My literary analysis of Irish poetry was published in the prestigious Journal of Gender Studies, a double blind peer review academic journal.

It is titled: ‘Curiosity with corpses’: Poetry, nationalism and gender in Seamus Heaney’s North (1975) and Medbh McGuckian’s The Flower Master (1982)

Both Heaney and McGuckian employ imagery of the female body in pain as a site of political violence in their works. The violence which led to over 3,600 deaths, haunts both poet’s collections.
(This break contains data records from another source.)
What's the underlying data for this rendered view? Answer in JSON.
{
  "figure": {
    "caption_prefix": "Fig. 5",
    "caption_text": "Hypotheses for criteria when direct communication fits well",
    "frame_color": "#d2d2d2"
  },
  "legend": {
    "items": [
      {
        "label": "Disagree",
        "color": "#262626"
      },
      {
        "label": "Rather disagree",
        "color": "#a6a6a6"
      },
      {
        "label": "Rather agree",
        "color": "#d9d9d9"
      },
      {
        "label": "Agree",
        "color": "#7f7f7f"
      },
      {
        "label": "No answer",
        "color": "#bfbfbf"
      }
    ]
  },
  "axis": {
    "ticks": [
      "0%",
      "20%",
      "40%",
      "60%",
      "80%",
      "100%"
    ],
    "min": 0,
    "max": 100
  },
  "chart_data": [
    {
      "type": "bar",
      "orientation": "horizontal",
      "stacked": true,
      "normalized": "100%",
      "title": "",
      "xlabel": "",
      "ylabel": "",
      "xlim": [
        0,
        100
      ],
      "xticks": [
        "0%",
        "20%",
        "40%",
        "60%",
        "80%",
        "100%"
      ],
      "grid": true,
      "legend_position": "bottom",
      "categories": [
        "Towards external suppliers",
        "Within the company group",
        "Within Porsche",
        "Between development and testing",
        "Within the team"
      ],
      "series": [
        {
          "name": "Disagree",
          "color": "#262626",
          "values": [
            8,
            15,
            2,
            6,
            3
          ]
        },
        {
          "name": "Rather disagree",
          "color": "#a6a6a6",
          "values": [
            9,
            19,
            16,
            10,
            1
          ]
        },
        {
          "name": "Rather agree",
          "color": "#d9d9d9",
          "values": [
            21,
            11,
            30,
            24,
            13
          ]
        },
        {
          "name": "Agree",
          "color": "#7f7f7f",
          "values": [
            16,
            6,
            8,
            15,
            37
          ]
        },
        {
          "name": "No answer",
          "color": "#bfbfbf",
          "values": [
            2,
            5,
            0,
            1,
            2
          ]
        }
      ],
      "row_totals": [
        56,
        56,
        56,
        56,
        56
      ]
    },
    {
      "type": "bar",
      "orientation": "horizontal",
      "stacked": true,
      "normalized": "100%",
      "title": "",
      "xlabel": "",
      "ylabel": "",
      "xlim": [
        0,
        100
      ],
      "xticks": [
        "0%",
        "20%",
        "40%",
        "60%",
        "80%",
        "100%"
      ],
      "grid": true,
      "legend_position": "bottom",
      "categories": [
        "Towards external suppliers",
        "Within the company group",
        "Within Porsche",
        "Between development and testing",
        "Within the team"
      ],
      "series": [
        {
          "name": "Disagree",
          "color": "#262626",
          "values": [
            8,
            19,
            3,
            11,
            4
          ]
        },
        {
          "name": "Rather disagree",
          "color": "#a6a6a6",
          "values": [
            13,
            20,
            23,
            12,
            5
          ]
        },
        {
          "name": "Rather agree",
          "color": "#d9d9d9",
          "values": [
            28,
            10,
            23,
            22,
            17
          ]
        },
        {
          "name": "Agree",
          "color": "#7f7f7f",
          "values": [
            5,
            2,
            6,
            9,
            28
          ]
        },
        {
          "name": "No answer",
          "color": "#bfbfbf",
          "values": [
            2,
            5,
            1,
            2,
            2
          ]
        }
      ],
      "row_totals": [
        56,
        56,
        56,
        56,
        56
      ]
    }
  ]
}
The female body, in both representational and metaphorical ways, is skewed within Heaney’s collection. While Seamus Heaney’s poetry collection North opened up a space for highlighting the human cost of the ‘Troubles’ in Northern Ireland, the writing of gendered experiences reinforces traditional nationalist stereotypes which leave women silenced. Heaney’s ‘Bog Queen’, for example, depicts the silent disintegration and absorption of a woman’s body into the land, conjuring links between womanhood and nationhood.
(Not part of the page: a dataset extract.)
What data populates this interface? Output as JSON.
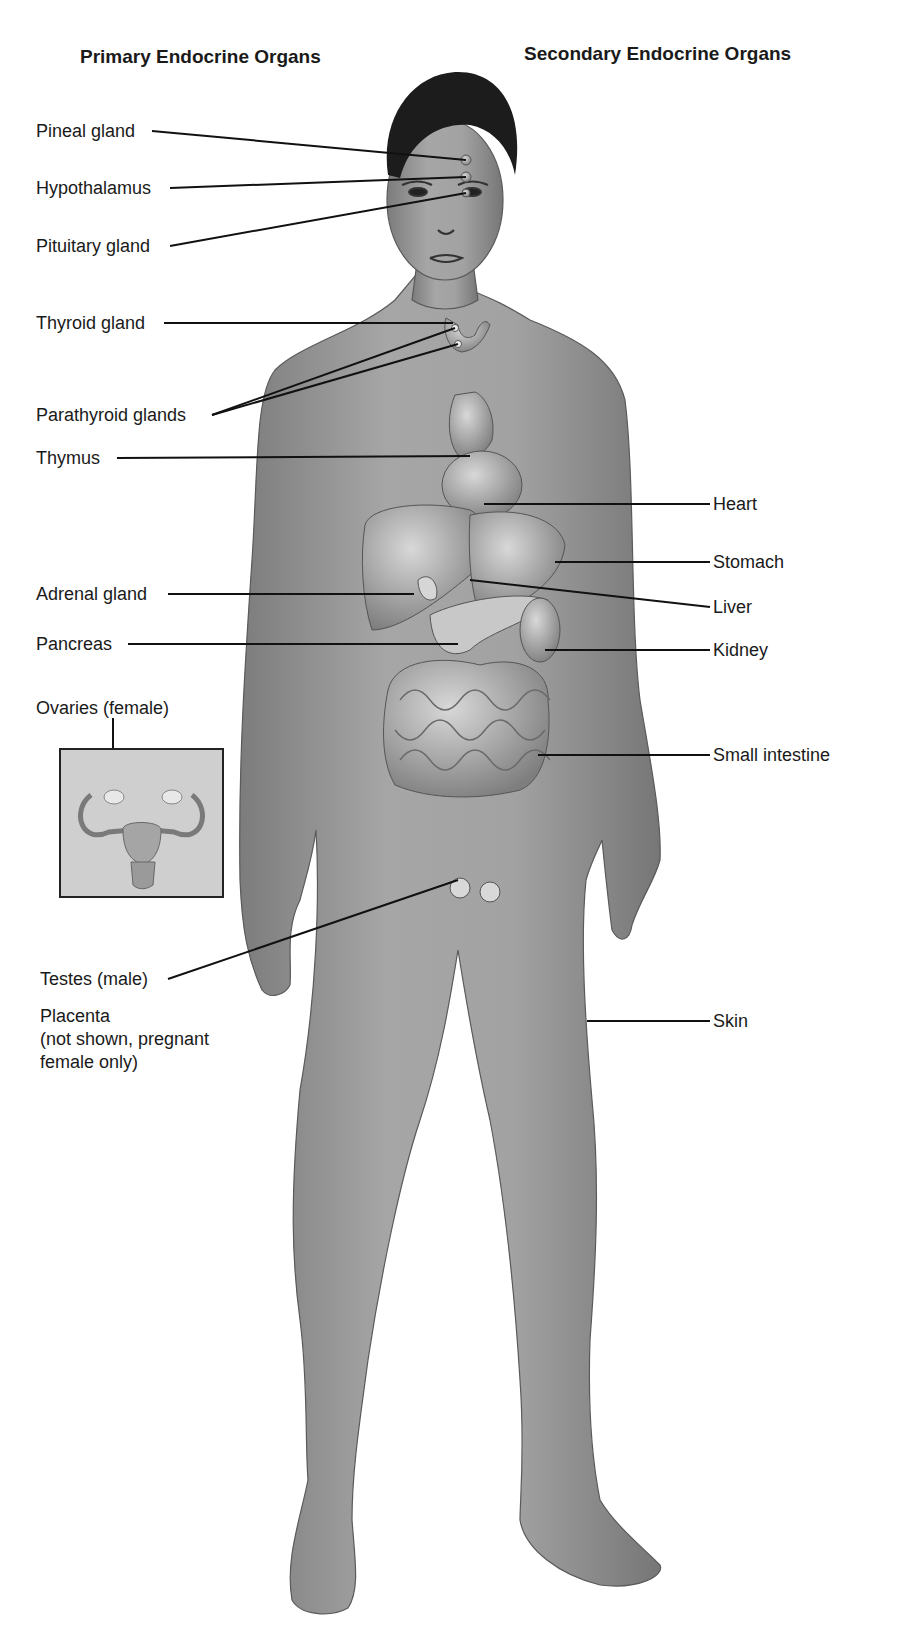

The development of gendered writing is explored here in relation to Medbh McGuckian’s debut collection The Flower Master, which responds to this literary silencing. This collection introduces an embodied experience of nationalist womanhood, with women’s experiences being written into the literary narrative of the conflict. The women speakers speak of the absorbed traumas of the Troubles; each becoming a kind of ‘living’ corpse.

I argue that The Flower Master recalibrates the meaning of ‘Mother Ireland’ and situates the (living) female body as a medium for communicating the lived experiences of political violence.

The article can be read online, here.